The recent narrative turn in contemporary art cannot be separated from the current age of social media with its reverberating cycles of communication, dissemination, and interpretation. Seemingly every aspect of life is now subject to commentary and circulation via digital text and images.

Even so, “Storylines” manages to avoid the noisiness of social media, maintaining a sense of contemplative quiet.

My own introduction to “Storylines” happened in the analog world, and in the best way imaginable: I saw the novelist Meg Wolitzer and the poet Yusef Komunyakaa read at the museum, in front of the artworks they had chosen.
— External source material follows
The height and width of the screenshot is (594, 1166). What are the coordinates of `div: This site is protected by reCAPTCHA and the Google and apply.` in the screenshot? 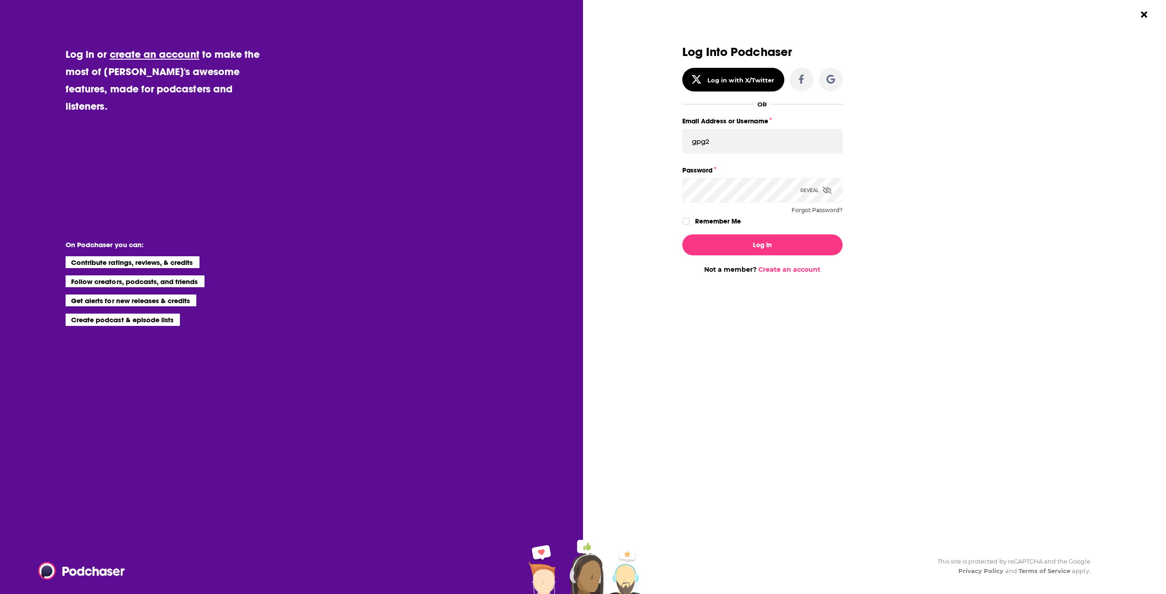 It's located at (1010, 566).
Just being in the museum after closing was part of the fun—it felt like we were in From the Mixed-up Files of Mrs. Basil E. Frankweiler. The big open space at the center of Frank Lloyd Wright’s spiral was silent and still, full of summer light, and walking up the ramp felt like an adventure. Meg Wolitzer had chosen Carol Bove’s assemblage, Vague Pure Affection, a set of shelves with books and other objects arranged on them, exuding the Proustian melancholy of time past, mid-twentieth century edition. Wolitzer’s response is a meditation on mortality:

The bohemian childhood ages strangely. A thousand years later we come back to empty out the house, we two thick midlife sisters who once banged into these walls, all elbow, all the time, shuddering shelves and causing the things on them to tremble and potentially drop like acorns, or icicles. But never, originally, did any of it seem fragile …
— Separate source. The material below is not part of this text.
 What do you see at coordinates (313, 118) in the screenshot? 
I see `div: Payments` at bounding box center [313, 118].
I asked her what writing the piece was like. “It was unusual to get to write from direct inspiration rather than from the more nebulous stew that tends to lead me to fiction,” she told me. “I was moved by, among other qualities, the mystery of Carol Bove’s piece, and I tried to reflect on it in my own fiction-based way—the way I know best.”

Yusef Komunyakaa had selected Shannon Ebner’s Instrumentals, a large photograph of a pegboard made for hanging tools the artist found in an auto-repair shop. In stark black and white, flattened to two dimensions, the image defies visual resolution, looking something like a cross between a mysterious alphabet and torturer’s implements. Komunyakaa’s poem, “Hieroglyphics in the Atomic Age,” caught both of these qualities and the tension between them:

A montage of ingots, slugs of obsidian
or molded rare earth arranged in twos
& threes. I can almost see prototypes
of the past honed into an instrument
to keep minds working to interrogate.
We wish everything utilitarian,
even our first tools were weapons…

I asked Komunyakaa about writing the poem and he e-mailed me later with a comment so apropos that it should serve as the last word here—a summation of the pleasures offered by the exhibition and the way it encouraged writers to cross artistic boundaries.
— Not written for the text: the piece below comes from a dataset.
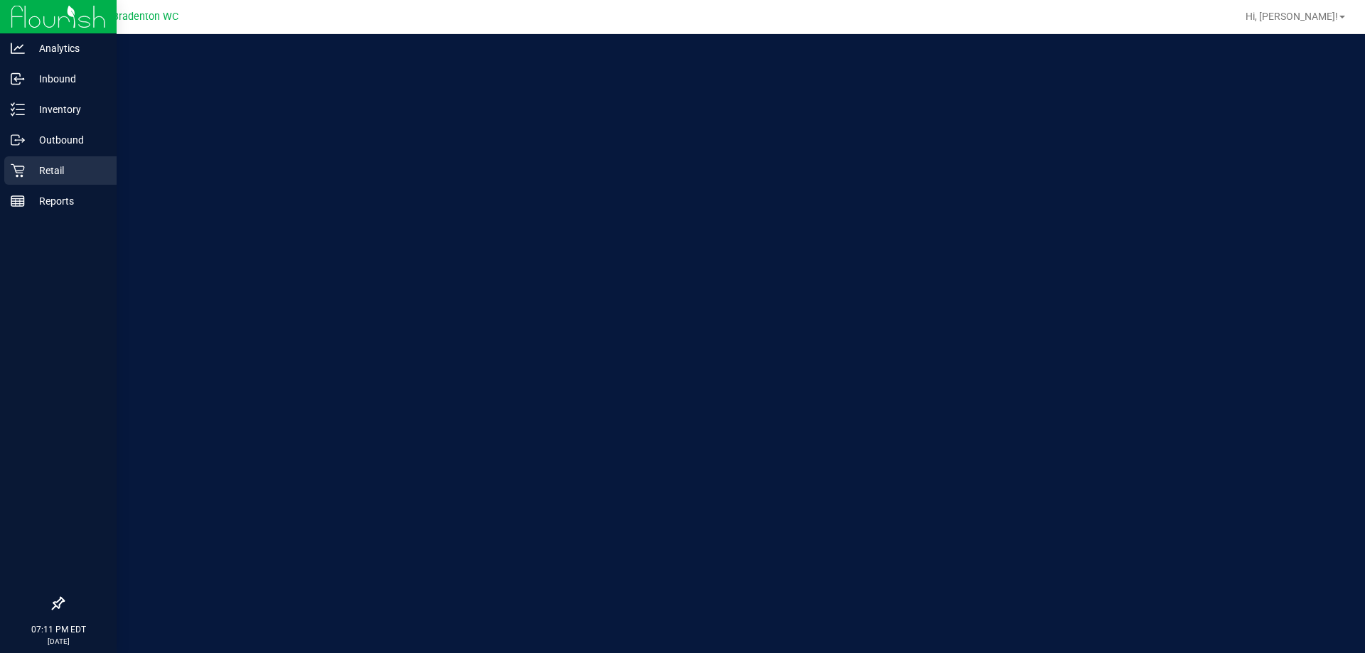  I want to click on p: Reports, so click(68, 201).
Instrumentals called my imagination toward the philosophy of a made thing: “Shapes change the future, yet ink/recasts dungeon icons on an ivory field/of contrast … ” After all, so much depends on what the viewer brings to a work. As I spiraled down the staircase, colors and textures and objects caught my eye. But the ones that made me pause before them seemed to interrogate me; they knew something about history. The reading at the Guggenheim was momentarily communal, in that the curators offered the narratives that gave the works social and political dimension without reducing or erasing the mystery. But also the experience made me realize that nature still produces the supreme accidental art, and we can be relegated to a collective of selfies musing on a strand of barbed wire lodged in the heartwood of an oak growing beside a fence, that we’re driven by the brain’s compulsion to create symmetry, and even glimpses of diminished beauty.        

“Storylines” is at the Guggenheim through September 9.

Robert Anthony Siegel is the author of two novels, All the Money in the World and All Will Be Revealed. His short stories and essays have appeared in the New York Times, the Los Angeles Times, Tin House, The Oxford American, and other venues. His essay “Criminals” will appear in the Fall 2015 issue of The Paris Review.